Lydia Grant Character of the Month

 


Lydia Grant is the confident, tough talking dance teacher at the school of the Arts.  She instils discipline, professionalism and hard work into her students in order to push them to be the very best they can be.

She is strong willed and determined. She is as hard on herself as she is on her students and wants to pass on all the knowledge and wisdom that she has gained over the years of how show business works.


Lydia is a talented dancer and performer in her own right and has her own dreams of "Fame" and has performed professionally but she also loves teaching and seeing her students develop.

Lydia also has a strong sense of equality, right and wrong and is not easily fooled. She also enjoys a challenge. 

She has her own dreams of "Fame" and has performed professionally but she also loves teaching and seeing her students develop.

We learn in "Tomorrow's Children" that in the 60s she took part in sit in to protest for human rights and  racial discrimination. She had to fight for the right to go to ballet class.



A single independent woman, Lydia has experienced love but never found the one special person to settle down with. In "The Last Dance" we learn that her high school sweetheart, first boyfriend and the first guy she kissed was Billy Waters.  In "Pros and Cons" after Lydia has been to her 15 year High School reunion, where she graduated in 1971 Billy Waters returns. however Love isn't on the cards as Billy turns out to be a con man.

In "Blizzard" Lydia talks about wanting children and says she's often wondered what it was like to have a baby growing inside. Although her students definitely are like a substitute for her own kids. She has a particularly strong feelings of concern for Leroy.

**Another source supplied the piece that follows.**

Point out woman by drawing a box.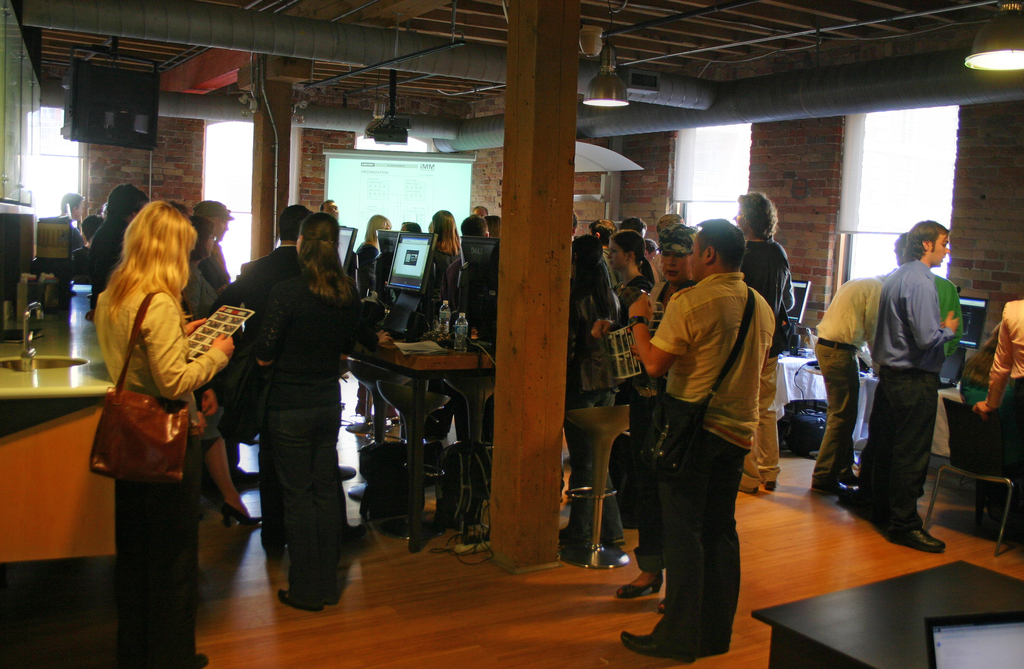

Despite Lydia's tough exterior, she is a sensitive soul  who will go out of her way to help anyone. In "Expose" we discover that she keeps records of job vacancies and contacts to help kids find jobs to help them pay their way while pursuing their dreams of Fame.


In "Of Cabbages and Kings" we learn that she keeps a scrapbook on all the students and events that happen at the school.

In "Reflections" it is revealed that Lydia suffered from Anorexia as a teenager but eventually got over it as she wanted to Live.